In his field of vision, form suddenly becomes feeling, and he propagates his images into it. A group of teenagers in a railway station reminds him of a Caravaggio ; an unusual pose redefines a child trying to keep a pushchair in place in a bus ; and all of a sudden, a photo-optical mind-machine starts up. In an inexhaustible flux of transit points, Lhopital pins down reality in the raw movement of life, derisory or eloquent, that bursts out and then blends into free associations between subject matter and eye.

Lhopital's fantasy images are induced. They come to us from unmediated visual experience, inviting us not to go delirious, but to perceive. And it may well be that a number of them are in circulation within the social body.

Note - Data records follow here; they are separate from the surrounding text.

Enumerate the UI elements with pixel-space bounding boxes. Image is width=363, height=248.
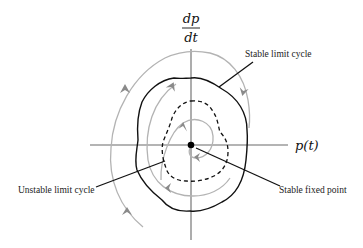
y-axis-label-numerator: dp [183, 11, 200, 26]
y-axis-label-denominator: dt [184, 30, 198, 45]
stable-limit-cycle-label: Stable limit cycle [245, 49, 311, 59]
y-axis-label: dp dt [182, 11, 200, 45]
trajectory-arrow-icon [120, 84, 130, 93]
stable-fixed-point-label: Stable fixed point [279, 185, 347, 195]
x-axis-label: p(t) [295, 138, 319, 153]
inner-trajectory [161, 120, 213, 180]
trajectory-arrow-icon [122, 207, 132, 215]
unstable-limit-cycle [162, 101, 228, 181]
stable-fixed-point [188, 142, 195, 149]
stable-limit-cycle-pointer [219, 62, 253, 87]
stable-fixed-point-pointer [196, 148, 280, 186]
middle-trajectory [147, 84, 230, 196]
trajectory-arrow-icon [166, 80, 178, 91]
phase-portrait-diagram: dp dt p(t) Stable limit cycle Unstable l… [0, 0, 363, 248]
unstable-limit-cycle-pointer [96, 161, 165, 187]
unstable-limit-cycle-label: Unstable limit cycle [18, 185, 95, 195]
trajectory-arrow-icon [165, 183, 171, 193]
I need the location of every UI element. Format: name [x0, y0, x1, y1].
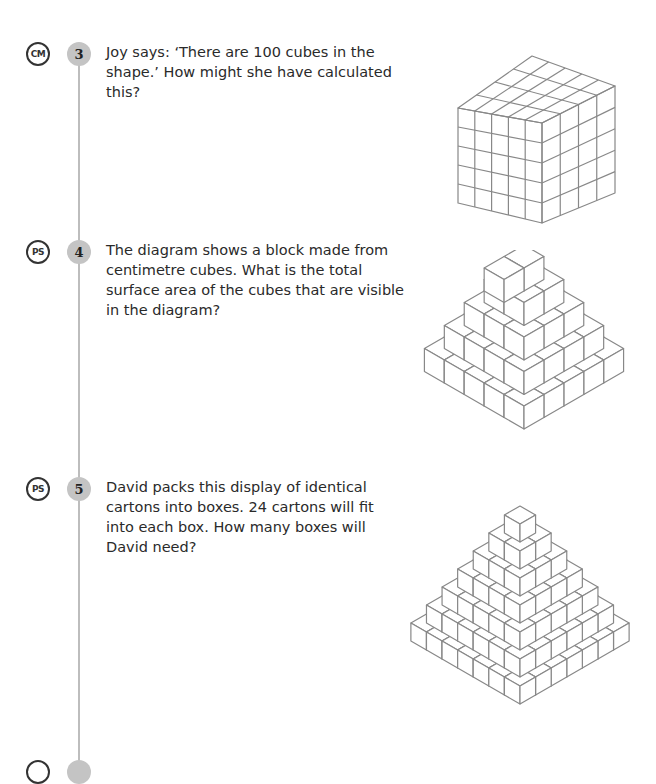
question-text: Joy says: ‘There are 100 cubes in the sh…: [106, 42, 406, 102]
question-timeline: [78, 48, 80, 766]
strand-badge-ps: PS: [26, 477, 50, 501]
strand-badge-ps: PS: [26, 240, 50, 264]
question-number: 5: [67, 477, 91, 501]
cuboid-figure: [450, 48, 650, 238]
strand-badge-cm: CM: [26, 42, 50, 66]
question-text: The diagram shows a block made from cent…: [106, 240, 406, 320]
question-number-partial: [67, 760, 91, 784]
question-number: 4: [67, 240, 91, 264]
stepped-pyramid-figure-large: [402, 490, 642, 770]
stepped-pyramid-figure-small: [422, 250, 642, 465]
question-number: 3: [67, 42, 91, 66]
question-text: David packs this display of identical ca…: [106, 477, 406, 557]
strand-badge-partial: [26, 760, 50, 784]
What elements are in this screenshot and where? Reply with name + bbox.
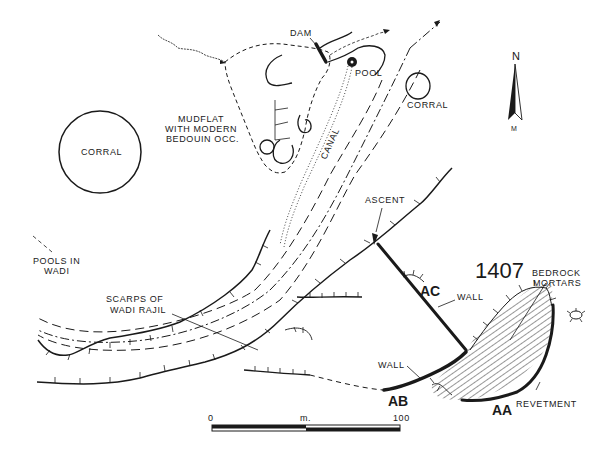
dam-leader (310, 38, 317, 46)
scarp-ticks-south (55, 177, 440, 384)
pools-marker (33, 236, 52, 252)
feature-ac-label: AC (420, 283, 440, 299)
scarp-north (38, 230, 270, 355)
mudflat-label-3: BEDOUIN OCC. (166, 134, 239, 144)
outcrop (570, 311, 582, 319)
path-to-wall-ab (310, 375, 383, 390)
corral-right-label: CORRAL (407, 100, 448, 110)
revetment-label: REVETMENT (516, 399, 577, 409)
feature-ab-label: AB (388, 393, 408, 409)
ascent-label: ASCENT (365, 195, 405, 205)
scarps-label-1: SCARPS OF (106, 294, 163, 304)
svg-text:M: M (511, 125, 517, 132)
bedrock-label-1: BEDROCK (532, 268, 581, 278)
bedrock-label-2: MORTARS (533, 278, 581, 288)
svg-text:N: N (512, 50, 521, 62)
mudflat-label-1: MUDFLAT (178, 114, 224, 124)
corral-right (406, 73, 430, 99)
wadi-channel-2 (38, 48, 410, 342)
canal-line-a (280, 66, 348, 245)
canal-label: CANAL (319, 127, 342, 161)
scarps-label-2: WADI RAJIL (110, 305, 166, 315)
pool-label: POOL (355, 68, 382, 78)
corral-left-label: CORRAL (81, 147, 122, 157)
dam-label: DAM (290, 28, 312, 38)
svg-text:m.: m. (300, 413, 311, 423)
wadi-flow-arrow-icon (434, 20, 440, 27)
site-1407-area (432, 283, 552, 400)
scale-bar: 0 m. 100 (208, 413, 410, 431)
side-scarp-1 (297, 297, 362, 298)
stream-line (158, 35, 225, 62)
wall-ac-label: WALL (457, 292, 484, 302)
pools-label-1: POOLS IN (33, 256, 80, 266)
north-arrow-icon: N M (508, 50, 522, 132)
feature-aa-label: AA (492, 402, 512, 418)
svg-text:100: 100 (393, 413, 410, 423)
mudflat-label-2: WITH MODERN (165, 124, 237, 134)
svg-text:0: 0 (208, 413, 214, 423)
side-scarp-2 (244, 370, 310, 375)
wadi-channel-3 (38, 70, 420, 350)
pools-label-2: WADI (44, 266, 70, 276)
site-number: 1407 (475, 258, 524, 283)
site-plan-map: DAM POOL CANAL CORRAL CORRAL MUDFLAT WIT… (0, 0, 614, 459)
wall-ab-label: WALL (378, 360, 405, 370)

Some of his monsters do not have zippers in their backs, which proves that they are all too real, that they are lurking somewhere in the world's optical subconscious, and that the distinction we steadfastly maintain between the real and the imaginary does not always suffice to render them invisible.

Lhopital thus attracts to himself images that duplicate (or do not duplicate) the sensorial appearances from which they have been wrenched. Condensed onto the point of a needle, they invoke the commotion that will bring them looming up, mutant, onto the sheet of paper. And as mutants, they derive from a type of experience in which the notions of «inner» and «outer» have given way to a much more all-enveloping perception of reality. They have their own mode of operation, in their formal and symbolic relationships.